Mehmet doesn't see himself changing things up anytime soon. Cooking makes him happy and earns enough to provide for his family. He also just loves fish. "I owe my longevity to fish," he added. "When I eat kebab, köfte, it doesn't make me feel good. But fish hits the spot. I'm 47 years old but I look like this. I've eaten fish every day of my life - except for those three days at Kanyon! I was too busy."

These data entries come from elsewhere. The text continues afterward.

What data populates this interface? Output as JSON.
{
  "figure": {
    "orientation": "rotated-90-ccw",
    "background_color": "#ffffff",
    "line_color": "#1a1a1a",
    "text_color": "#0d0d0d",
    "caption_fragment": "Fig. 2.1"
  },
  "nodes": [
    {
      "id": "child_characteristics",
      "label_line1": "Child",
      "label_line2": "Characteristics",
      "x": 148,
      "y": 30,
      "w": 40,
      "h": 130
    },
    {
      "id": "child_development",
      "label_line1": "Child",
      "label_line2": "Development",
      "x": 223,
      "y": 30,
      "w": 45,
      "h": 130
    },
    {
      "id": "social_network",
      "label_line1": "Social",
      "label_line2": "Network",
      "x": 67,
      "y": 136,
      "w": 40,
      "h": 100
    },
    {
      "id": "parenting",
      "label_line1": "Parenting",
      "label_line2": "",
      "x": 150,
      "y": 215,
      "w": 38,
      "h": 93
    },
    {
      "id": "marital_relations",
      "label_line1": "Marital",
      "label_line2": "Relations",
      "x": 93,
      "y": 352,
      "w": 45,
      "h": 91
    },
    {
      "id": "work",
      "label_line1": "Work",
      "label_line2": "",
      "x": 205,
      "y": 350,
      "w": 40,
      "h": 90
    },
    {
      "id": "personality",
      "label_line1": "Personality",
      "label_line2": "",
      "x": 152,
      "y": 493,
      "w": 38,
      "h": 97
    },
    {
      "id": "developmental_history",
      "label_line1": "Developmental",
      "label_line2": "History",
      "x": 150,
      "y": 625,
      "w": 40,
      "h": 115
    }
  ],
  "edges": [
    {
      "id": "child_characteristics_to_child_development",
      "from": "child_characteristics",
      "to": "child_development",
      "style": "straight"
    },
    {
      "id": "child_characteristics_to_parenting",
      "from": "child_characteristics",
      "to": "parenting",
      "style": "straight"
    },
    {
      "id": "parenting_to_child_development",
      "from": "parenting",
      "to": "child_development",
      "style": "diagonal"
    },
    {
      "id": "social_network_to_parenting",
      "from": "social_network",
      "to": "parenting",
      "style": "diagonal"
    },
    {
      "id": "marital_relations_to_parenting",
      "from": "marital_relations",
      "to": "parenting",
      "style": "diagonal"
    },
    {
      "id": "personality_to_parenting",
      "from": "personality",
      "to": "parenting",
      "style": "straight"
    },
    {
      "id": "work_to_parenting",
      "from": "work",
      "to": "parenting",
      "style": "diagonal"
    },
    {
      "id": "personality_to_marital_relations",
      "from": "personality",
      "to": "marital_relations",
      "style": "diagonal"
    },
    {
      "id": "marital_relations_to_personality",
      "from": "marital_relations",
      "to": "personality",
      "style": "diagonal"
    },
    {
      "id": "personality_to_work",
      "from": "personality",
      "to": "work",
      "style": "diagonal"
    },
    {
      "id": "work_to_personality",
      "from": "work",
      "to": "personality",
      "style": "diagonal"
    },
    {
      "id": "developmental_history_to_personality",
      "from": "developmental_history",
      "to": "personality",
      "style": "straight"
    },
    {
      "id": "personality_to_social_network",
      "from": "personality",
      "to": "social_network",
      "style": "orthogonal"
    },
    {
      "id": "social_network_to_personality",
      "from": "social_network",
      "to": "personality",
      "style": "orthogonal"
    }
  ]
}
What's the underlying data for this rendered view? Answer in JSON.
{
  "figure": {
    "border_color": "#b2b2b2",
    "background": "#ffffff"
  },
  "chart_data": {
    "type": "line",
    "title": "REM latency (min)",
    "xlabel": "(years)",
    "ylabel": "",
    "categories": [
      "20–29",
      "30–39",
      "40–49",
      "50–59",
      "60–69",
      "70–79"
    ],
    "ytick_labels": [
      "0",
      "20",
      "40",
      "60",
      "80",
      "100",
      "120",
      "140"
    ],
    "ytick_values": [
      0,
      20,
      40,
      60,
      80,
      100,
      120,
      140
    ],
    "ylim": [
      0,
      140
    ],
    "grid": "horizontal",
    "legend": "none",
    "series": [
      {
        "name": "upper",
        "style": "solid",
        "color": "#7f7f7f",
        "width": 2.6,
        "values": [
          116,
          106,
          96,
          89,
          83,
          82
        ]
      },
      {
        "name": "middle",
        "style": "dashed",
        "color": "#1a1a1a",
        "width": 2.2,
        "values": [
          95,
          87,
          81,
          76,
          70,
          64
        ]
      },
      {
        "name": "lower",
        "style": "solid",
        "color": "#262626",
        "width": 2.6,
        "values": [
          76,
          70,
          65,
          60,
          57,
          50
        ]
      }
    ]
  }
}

To try the balık ekmek for yourself, Istanbul's own take on a classic Turkish sandwich, you can visit Mehmet Usta on Mumhane Cd 37 in Beyoğlu, or you can try the other side of Karaköy near the Tarihi Karaköy Balık Pazarı - a permanent but pale imitation of the life and vitality of the fish market that used to exist there - and you can find plenty of street vendors hawking their own versions. One of my friends swears by a guy who makes his own chili oil from three kilos of distilled peppers. Culinary innovation, it seems, continues to thrive in Istanbul wherever fish can be fried.
Keep up to date with what’s happening in Turkey,
it’s region and the world.
You can unsubscribe at any time. By signing up you are agreeing to our Terms of Use and Privacy Policy.
This site is protected by reCAPTCHA and the Google Privacy Policy and Terms of Service apply.